Karrin Vasby Anderson,
Colorado University
In an authoritarian state, leaders use unconstitutional practices to consolidate power: rejecting democratic rules, delegitimizing opponents, tolerating political violence, and curtailing civil liberties. Since returning to office, President Donald Trump has deployed troops to Democratic-run cities, sent masked agents on raids, threatened Chicago with military intervention, and used state power to punish perceived enemies. Yet much of the press has avoided calling him what he is – an authoritarian.
As a scholar of political communication, I study how media framing shapes public understanding. Authoritarianism often becomes obvious only in hindsight, when it is too late to prevent democratic erosion. Harvard’s Erica Chenoweth notes there are “no bright lines” in backsliding – people recognize authoritarianism after the fact. That is why applying the label when evidence warrants it is critical. By now, the U.S. is well past that point.
Scholars have long warned of Trump’s authoritarian impulses. Steven Levitsky and Daniel Ziblatt’s “How Democracies Die” detailed how he undermined elections, demonized rivals, excused violence, and threatened critics. They argue no modern U.S. candidate, not even Richard Nixon, has shown such weak commitment to democratic norms. Levitsky and Lucan Way later described Trump’s “path to American authoritarianism,” and Levitsky bluntly told New York magazine this year: “We’re pretty screwed.” Bright Line Watch’s February 2025 survey showed sharp declines in scholars’ confidence that the U.S. meets democratic standards. That was before Trump promised to “go to war in Chicago.”
Some opinion columnists – Ezra Klein, Jamelle Bouie, Masha Gessen, Jonathan Chait – have labeled Trump authoritarian. But mainstream news outlets often downplay or reframe his actions. CNN described military deployments as “gambits” and “distractions.” The New York Times called Trump’s information controls an “echo” of authoritarian playbooks but stopped short of naming him authoritarian. Even when Harvard Law’s Nikolas Bowie called Trump’s funding freeze an “authoritarian attack on higher education,” CNN anchor Jessica Dean sidestepped the label, reframing the issue as one of combating antisemitism.
Why the hesitation? Trump sues journalists, and corporations often settle rather than fight, chilling coverage. Media norms of “balance” encourage false equivalence – as when a Times article paired Gov. Gavin Newsom’s warning about Trump with Republicans calling Newsom “the ultimate authoritarian” for COVID-19 mandates. This both-sides framing obscures real authoritarianism.

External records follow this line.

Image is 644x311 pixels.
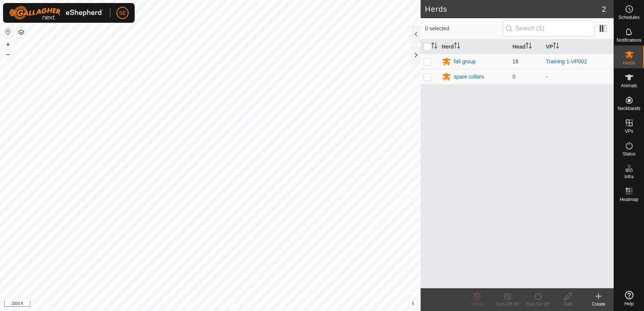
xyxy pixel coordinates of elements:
span: Status [622,152,635,156]
a: Contact Us [218,301,240,308]
p-sorticon: Activate to sort [553,43,559,49]
th: VP [543,40,614,55]
span: Heatmap [620,198,639,202]
span: Delete [471,301,484,307]
th: Head [510,40,543,55]
p-sorticon: Activate to sort [454,43,460,49]
td: - [543,69,614,84]
div: spare collars [454,73,484,81]
span: 0 [512,74,516,80]
div: fall group [454,58,476,66]
a: Privacy Policy [180,301,209,308]
button: – [3,49,12,59]
span: Herds [623,61,635,65]
button: + [3,40,12,49]
span: Animals [621,83,637,88]
p-sorticon: Activate to sort [432,43,438,49]
span: Notifications [617,38,641,42]
div: Create [583,301,614,308]
span: VPs [625,129,634,133]
button: i [409,299,417,308]
span: Schedules [618,16,640,20]
a: Help [615,288,644,309]
span: SE [119,10,127,17]
img: Gallagher Logo [10,6,104,20]
a: Training 1-VP002 [546,58,587,64]
span: i [412,300,413,307]
span: 0 selected [426,24,503,33]
input: Search (S) [503,21,595,36]
span: 2 [602,3,606,15]
div: Turn Off VP [492,301,523,308]
th: Herd [439,40,510,55]
span: 18 [512,58,518,64]
span: Neckbands [618,107,641,111]
button: Map Layers [16,28,26,36]
p-sorticon: Activate to sort [526,43,532,49]
span: Help [624,301,634,306]
div: Turn On VP [523,301,553,308]
div: Edit [553,301,583,308]
h2: Herds [426,4,602,14]
button: Reset Map [3,28,12,36]
span: Infra [624,174,634,179]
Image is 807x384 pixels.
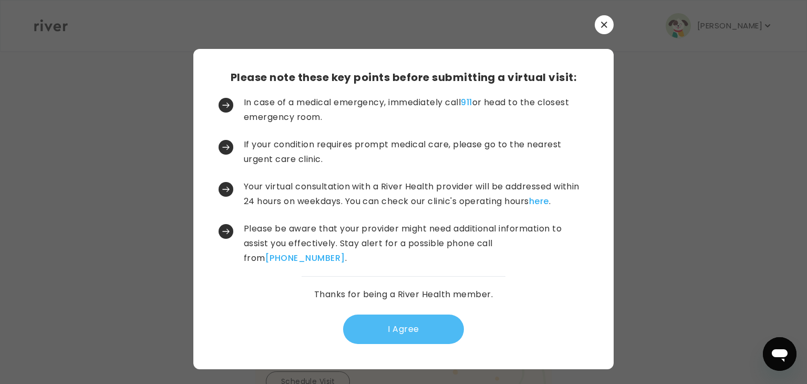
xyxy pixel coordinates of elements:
[244,221,586,265] p: Please be aware that your provider might need additional information to assist you effectively. S...
[529,195,549,207] a: here
[231,70,576,85] h3: Please note these key points before submitting a virtual visit:
[314,287,493,302] p: Thanks for being a River Health member.
[763,337,797,370] iframe: Button to launch messaging window
[244,137,586,167] p: If your condition requires prompt medical care, please go to the nearest urgent care clinic.
[244,95,586,125] p: In case of a medical emergency, immediately call or head to the closest emergency room.
[343,314,464,344] button: I Agree
[244,179,586,209] p: Your virtual consultation with a River Health provider will be addressed within 24 hours on weekd...
[461,96,472,108] a: 911
[265,252,345,264] a: [PHONE_NUMBER]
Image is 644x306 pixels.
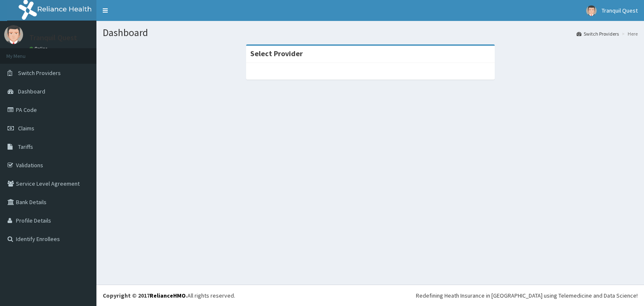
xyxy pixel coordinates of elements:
img: User Image [4,25,23,44]
span: Claims [18,125,34,132]
span: Switch Providers [18,69,61,77]
a: RelianceHMO [150,292,186,300]
img: User Image [586,6,597,16]
p: Tranquil Quest [29,34,77,41]
footer: All rights reserved. [96,285,644,306]
h1: Dashboard [103,27,638,38]
span: Tranquil Quest [602,6,638,14]
strong: Copyright © 2017 . [103,292,188,300]
a: Switch Providers [577,30,619,37]
a: Online [29,46,49,51]
li: Here [620,30,638,37]
strong: Select Provider [251,49,303,58]
span: Tariffs [18,143,33,151]
span: Dashboard [18,88,45,95]
div: Redefining Heath Insurance in [GEOGRAPHIC_DATA] using Telemedicine and Data Science! [416,291,638,300]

Part of the problem is conceptual. Many associate authoritarianism with 20th-century dictatorships, while today’s “competitive authoritarianism,” described by Levitsky and Way, looks different. Elections still occur, but incumbents skew the playing field, weaken institutions, and tilt rules to entrench power. Because it does not resemble fascism, journalists hesitate to use the word, even as democratic erosion unfolds.
Meanwhile, authoritarian tactics are already constraining press freedom. Paramount settled a lawsuit Trump brought against 60 Minutes. CBS pledged to alter editing practices on “Face the Nation” after government pressure. Such concessions show how competitive authoritarians manipulate independent journalism to their advantage.
Words matter. When journalists shrink from describing Trump as authoritarian, they fail to inform the public of the danger. Labeling is not partisanship – it is accuracy. Democratic survival depends not only on institutions, but on whether people recognize and resist leaders who subvert them. If journalists continue to dilute language, the U.S. risks sliding further into authoritarian rule before citizens fully realize it.